The refusal of a demand for the closed shop is often the ground for a strike. If union and non-union men work side by side there are so many ways in which the employer is able to discriminate so as gradually to break down the union. If business slackens, the union man may be the first to be discharged; if any preference is given it is to the non-union man. Therefore, most spokesmen of organized labor believe and declare that efforts of employers to secure or to maintain the open shop are disguised attacks upon the very principle of organized labor. Labor leaders ridicule as hypocritical the employers that say they are trying, in keeping their shops open, to protect the workmen's liberty to join or not to join a union, which in the eyes of the law is a voluntary organization.
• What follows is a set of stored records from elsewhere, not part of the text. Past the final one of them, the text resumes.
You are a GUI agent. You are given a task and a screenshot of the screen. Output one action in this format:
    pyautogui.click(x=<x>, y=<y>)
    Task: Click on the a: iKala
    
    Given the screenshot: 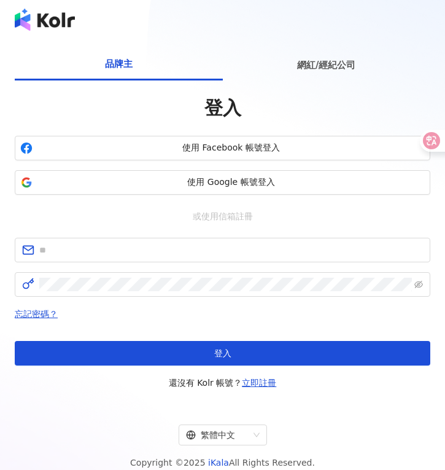 What is the action you would take?
    pyautogui.click(x=219, y=463)
    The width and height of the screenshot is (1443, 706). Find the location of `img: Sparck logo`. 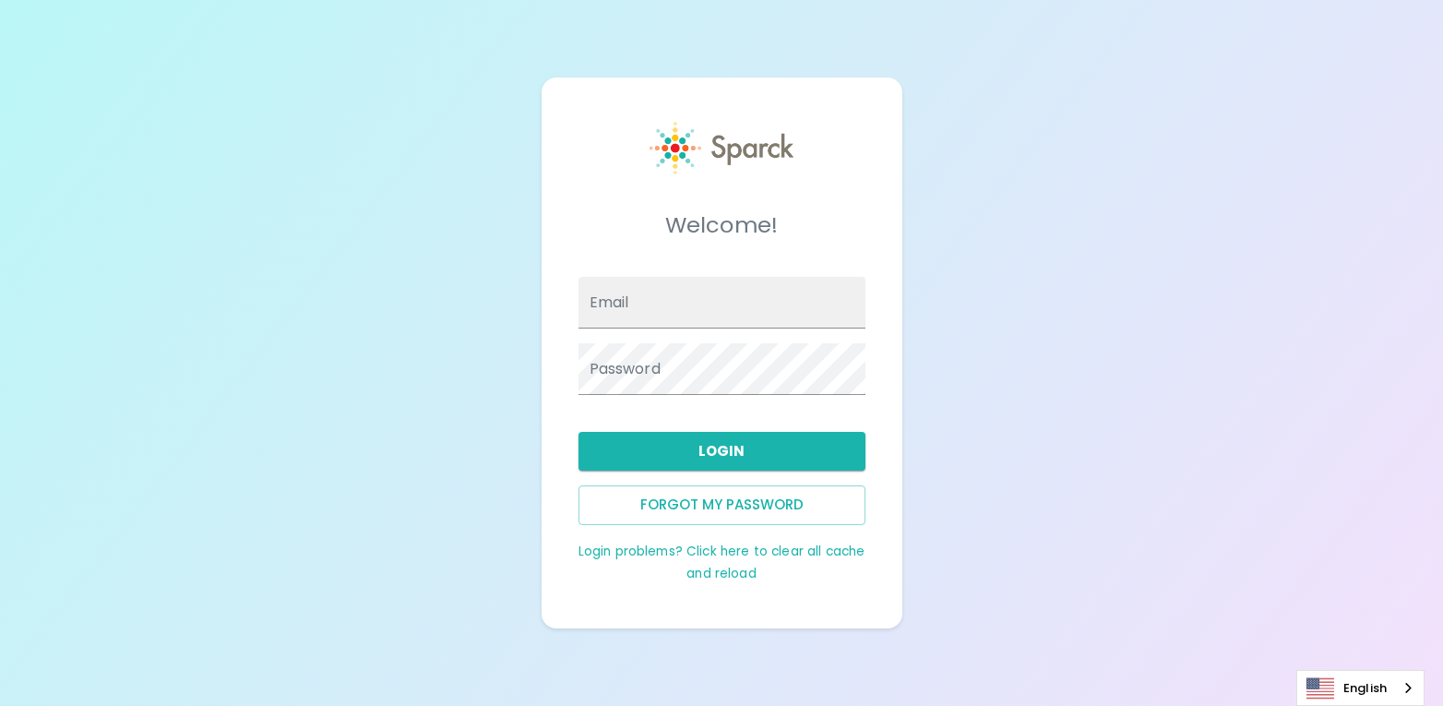

img: Sparck logo is located at coordinates (722, 148).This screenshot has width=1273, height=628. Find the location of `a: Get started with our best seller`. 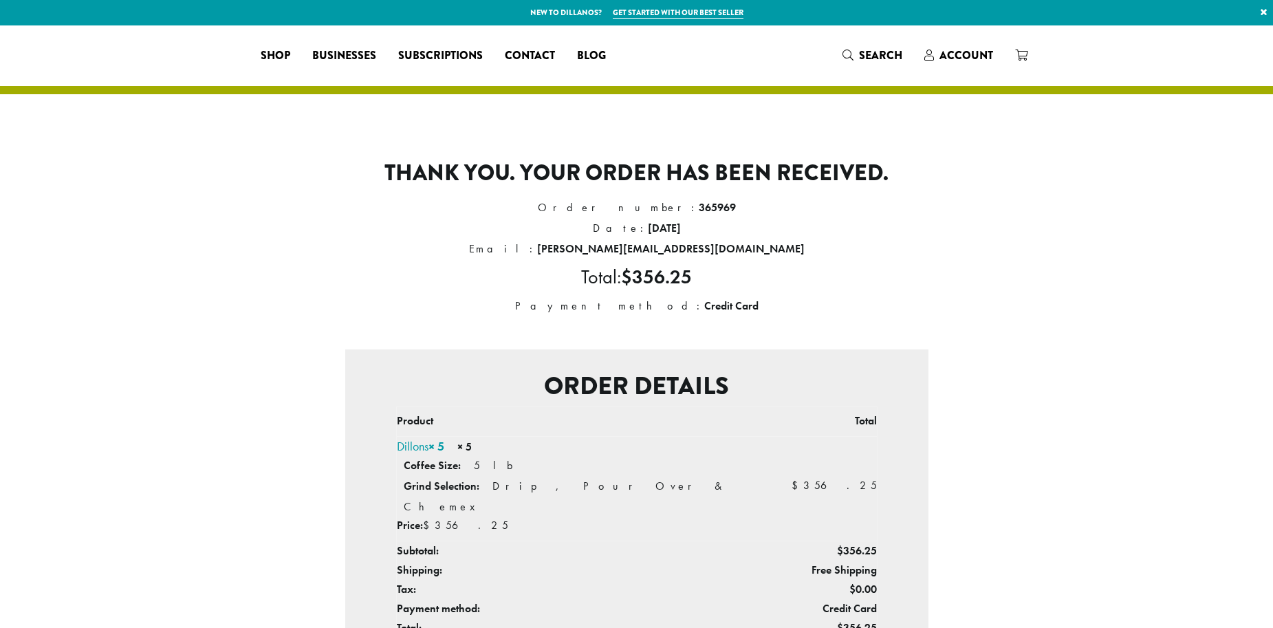

a: Get started with our best seller is located at coordinates (678, 12).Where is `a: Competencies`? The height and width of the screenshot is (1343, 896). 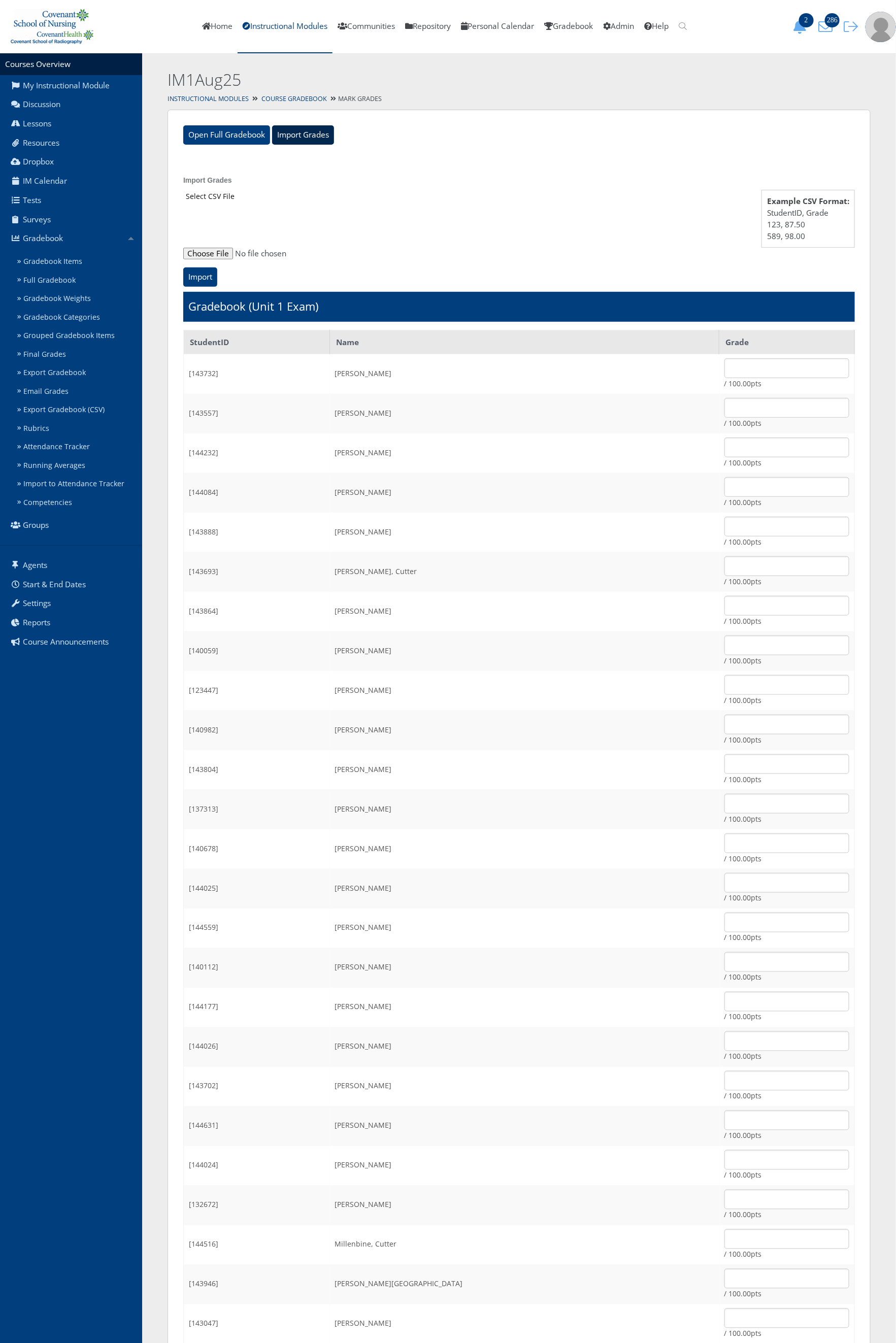
a: Competencies is located at coordinates (77, 502).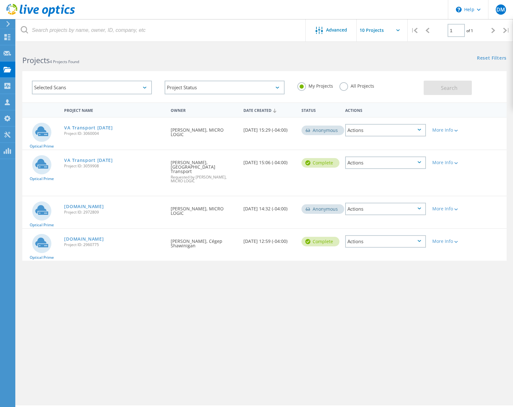 The height and width of the screenshot is (407, 513). What do you see at coordinates (41, 16) in the screenshot?
I see `a: Live Optics Dashboard` at bounding box center [41, 16]. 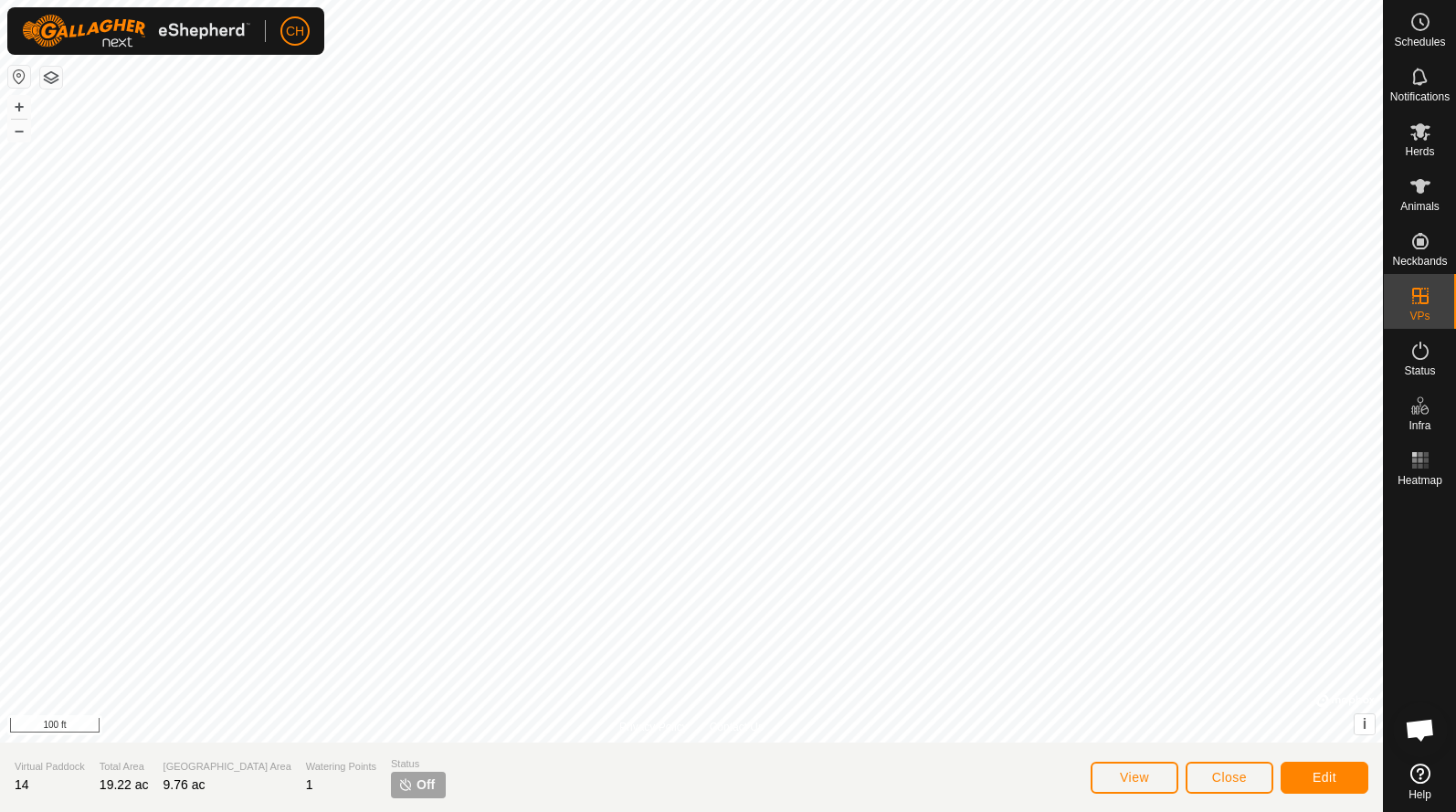 I want to click on span: Off, so click(x=426, y=784).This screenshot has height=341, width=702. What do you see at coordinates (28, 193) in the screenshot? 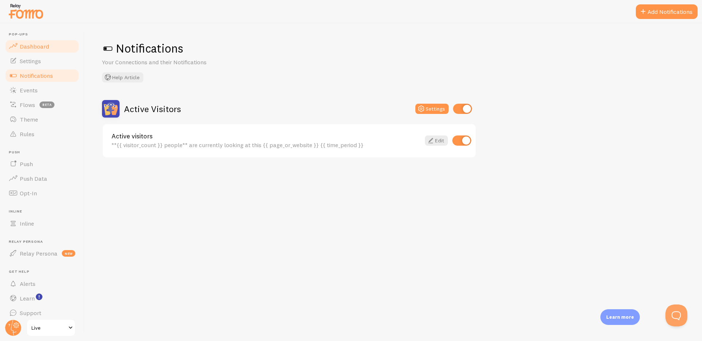
I see `span: Opt-In` at bounding box center [28, 193]. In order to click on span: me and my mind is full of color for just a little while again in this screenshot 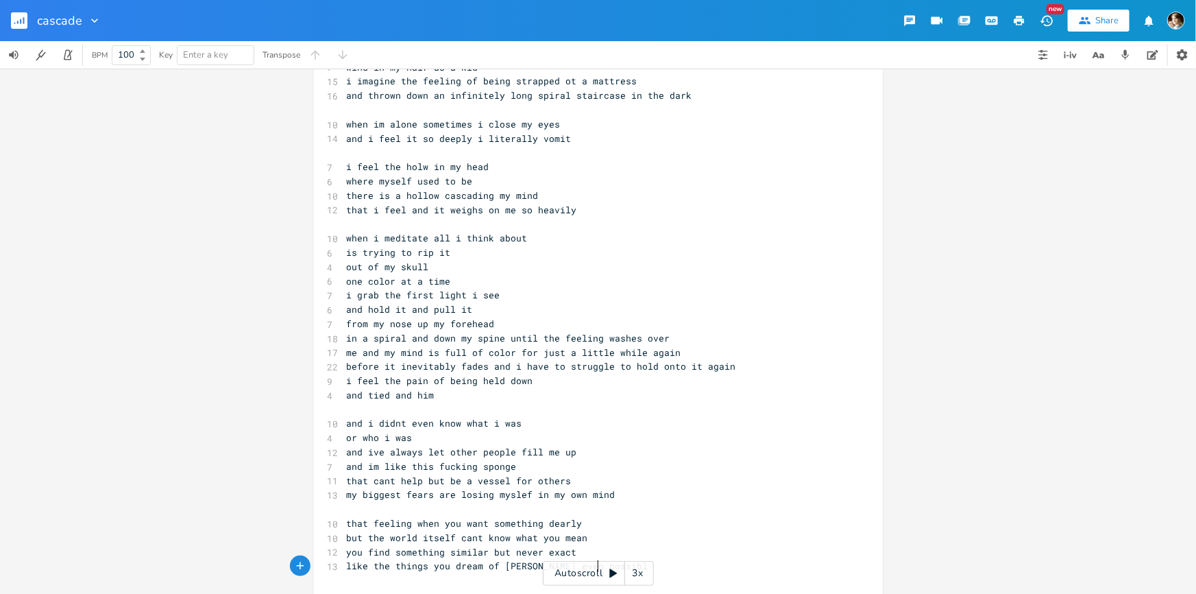, I will do `click(514, 352)`.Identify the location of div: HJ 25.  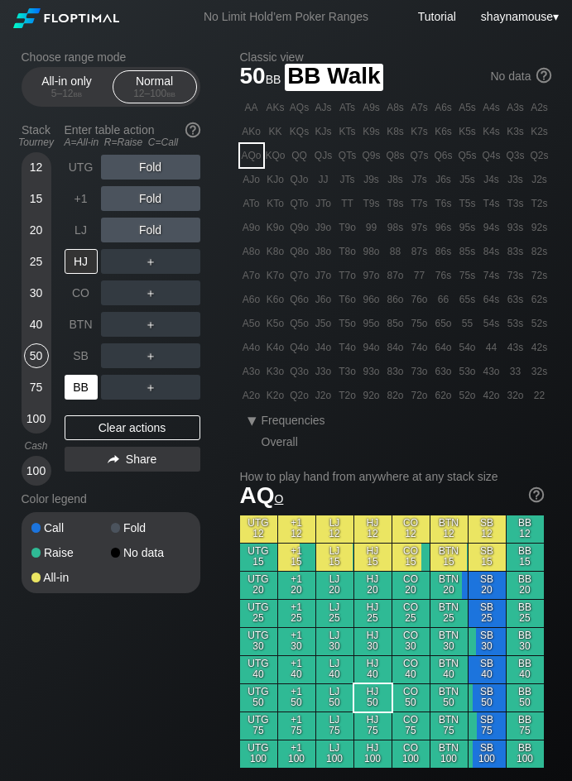
(372, 613).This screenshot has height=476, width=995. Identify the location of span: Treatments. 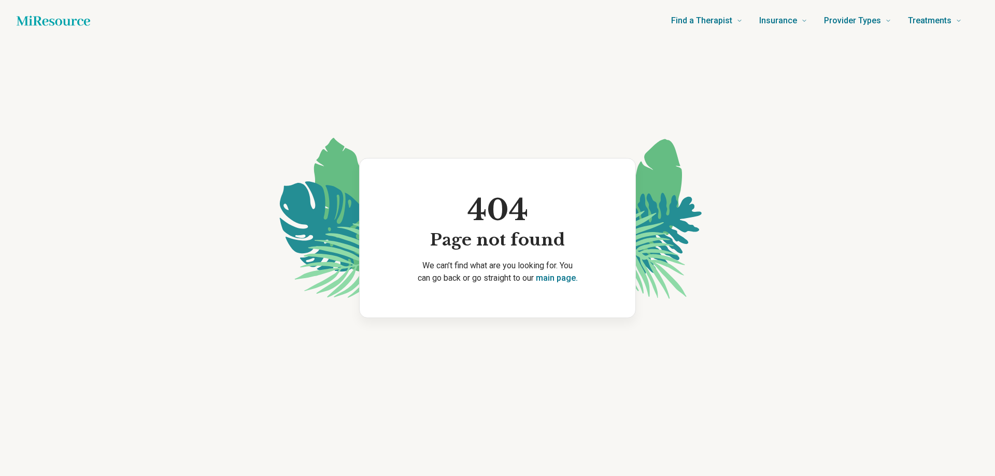
(930, 21).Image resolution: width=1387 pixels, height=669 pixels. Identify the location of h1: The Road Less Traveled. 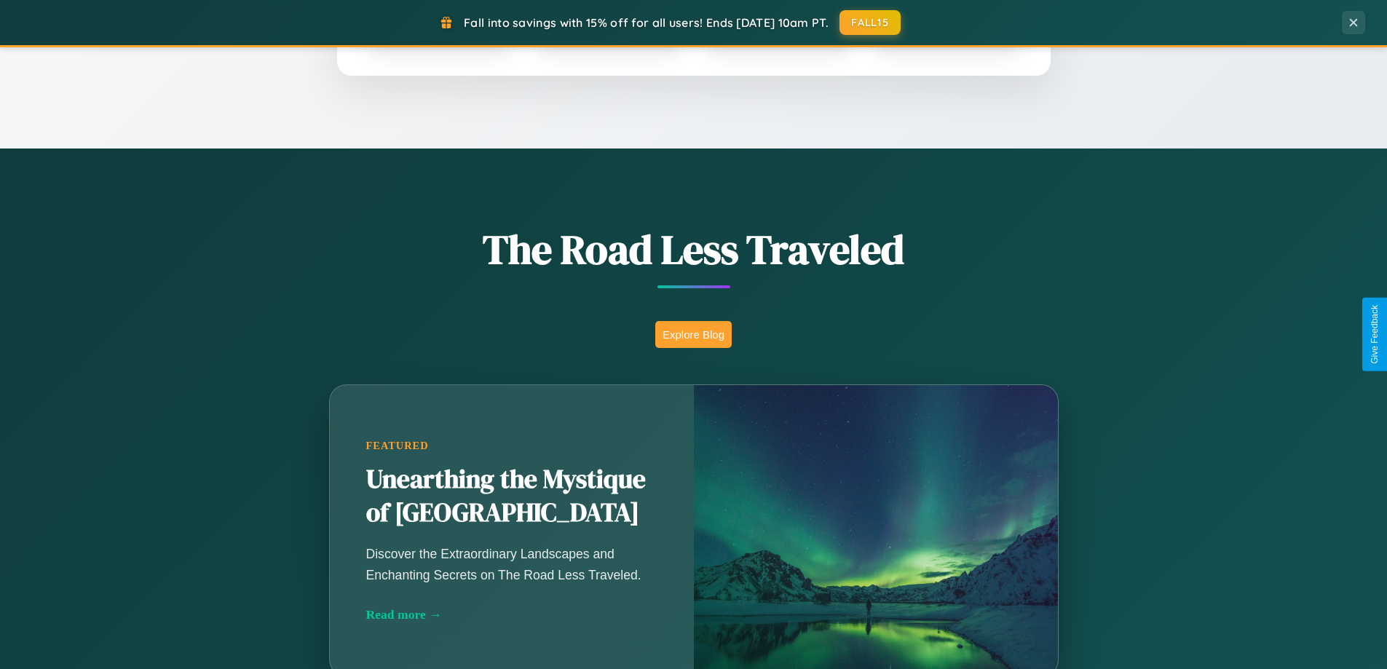
(694, 249).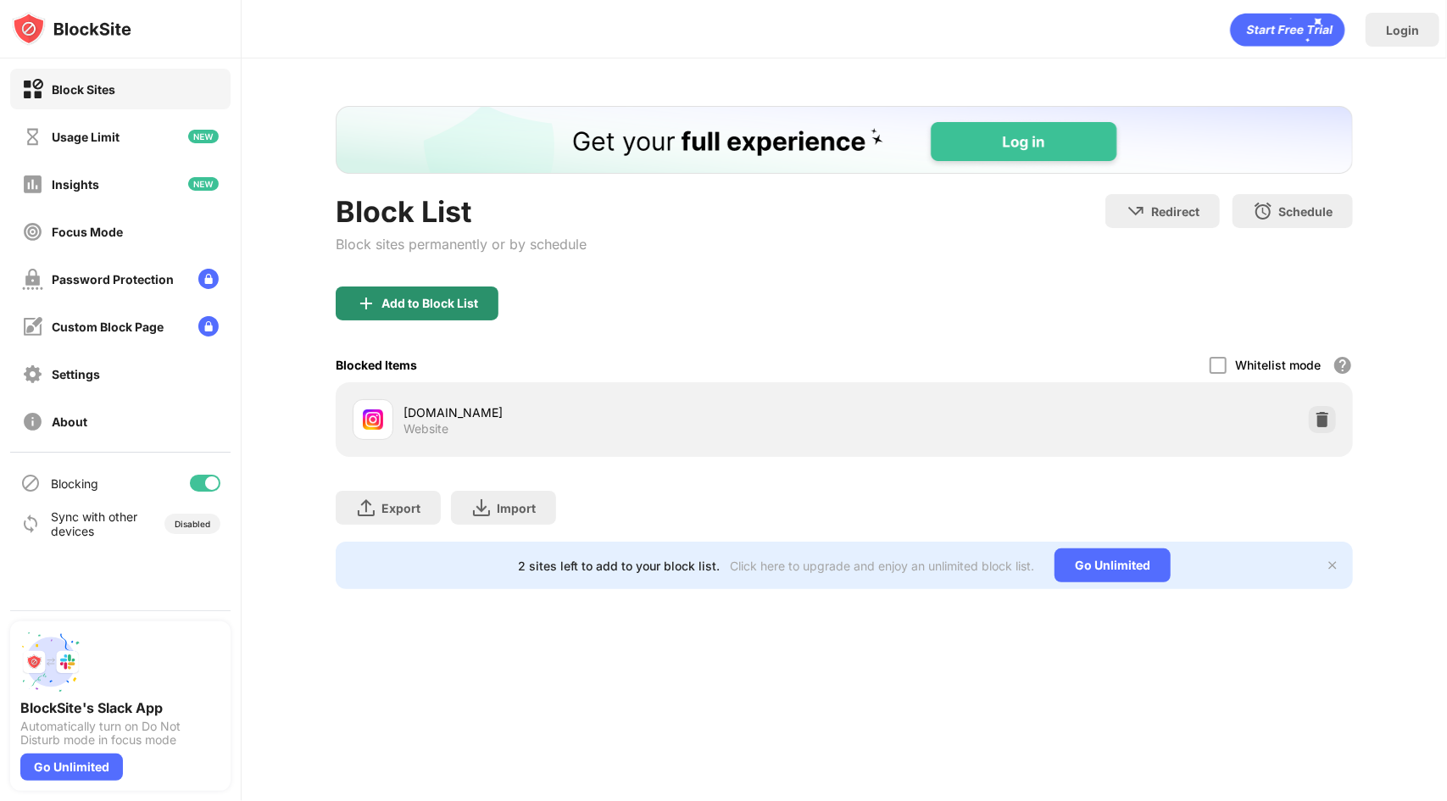 The height and width of the screenshot is (801, 1447). What do you see at coordinates (108, 326) in the screenshot?
I see `div: Custom Block Page` at bounding box center [108, 326]. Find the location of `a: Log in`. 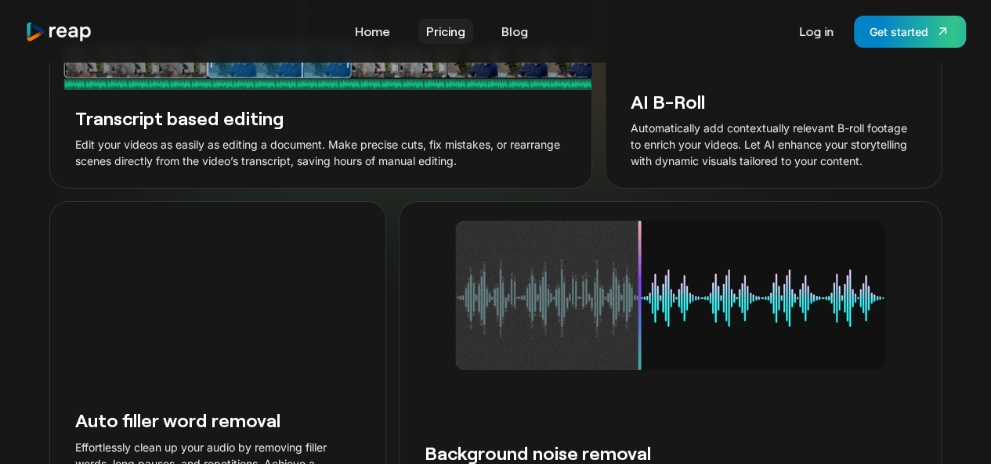

a: Log in is located at coordinates (816, 31).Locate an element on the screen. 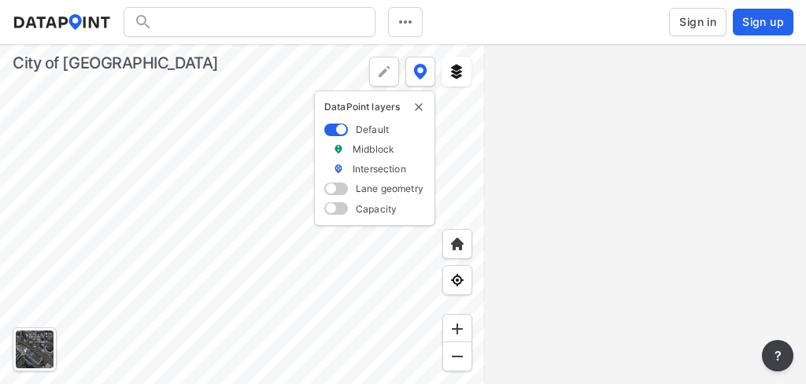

While these accusations may too often be true, it would seem, on the other hand, that an unmodified closed shop, with the conditions of membership in the control of the union, creates a distinct monopoly of labor, leaving the employer helpless in any wage dispute and enabling the union to enforce its every demand, regardless of the competitive conditions of the labor market for that class of services. The employers, in their more moderate claims, profess to aim at an open shop only in the sense of the principle laid down by the governmental Anthracite Coal Commission of 1902, as one where no person is "refused employment, or in any way discriminated against, on account of membership in any labor organization"; and where there is "no discrimination. against or interference with any employee who is not a member of any labor organization, by members of such organization." Such an open shop, with its conception of two-sided duty, fairness, and toleration, nearly commands public approval, acquiescence, and acceptance by both sides. But unfortunately, in practice, whichever side chances to get the upper hand in the situation is too often tempted greedily and ruthlessly to push its advantage far beyond the ideal point of toleration.
In the war and after-war boom period from 1917 to 1920 the greater bargaining power of organized labor enabled it to push not only for higher wages and shorter hours, but for the closed shop, which made great headway. The railroads, under federal control by the Railway Administration, were almost completely unionized, and great numbers of manufacturers conceded the closed shop to the unions. In 1920, with the onset of unemployment, began a most active propaganda in favor of the open shop. This produced, probably, an exaggerated effect upon the public mind, seeking a scapegoat for the high cost of living, and finding easy explanations in "profiteers" on the one hand, and on the other in the unreasonable demands of labor, excessive wages, and reduced output. The effect was to neutralize in large part within the year the gains made by the closed shop, and to produce alarm in circles of organized labor.